Dublinked is unique in providing both open data and an additional membership zone. Members can access additional datasets in the research zone and participate in regular member events. “We have to safeguard this data which is an asset to the community,” Michael Stubbs explains. “We have divided Dublinked into two pieces. One is open to anyone with an internet connection while the other is a research zone open to members only for a nominal fee. This is because we have to be careful with any data which has any degree of sensitivity attached to it, such as personal information. Our intention is to provide a safe enclosed area for people involved in research to use this data for the creation of applications which will be useful to citizens.”

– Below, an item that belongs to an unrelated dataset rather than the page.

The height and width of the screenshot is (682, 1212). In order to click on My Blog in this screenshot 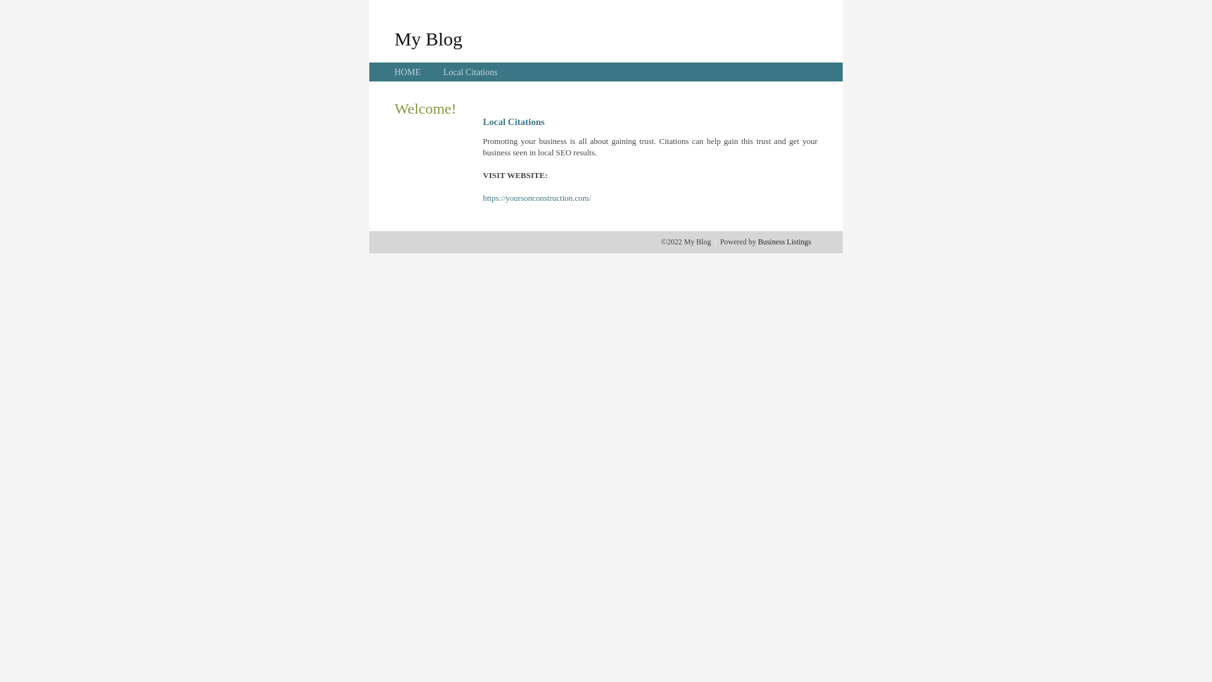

More datasets will be made available over the coming months and it is also hoped that more partners will come on board. “We are gradually introducing new datasets over time,” says Stubbs. “One of the things we learned from London and San Francisco is that if you flood people with data you switch them off. You need to give people time to reflect on what you are giving them. The only way to find out what can be done with the data is to make it available. People will come and play with the data and work with it. We’ve been overwhelmed by the response to the datasets so far and it’s going to go on and on.”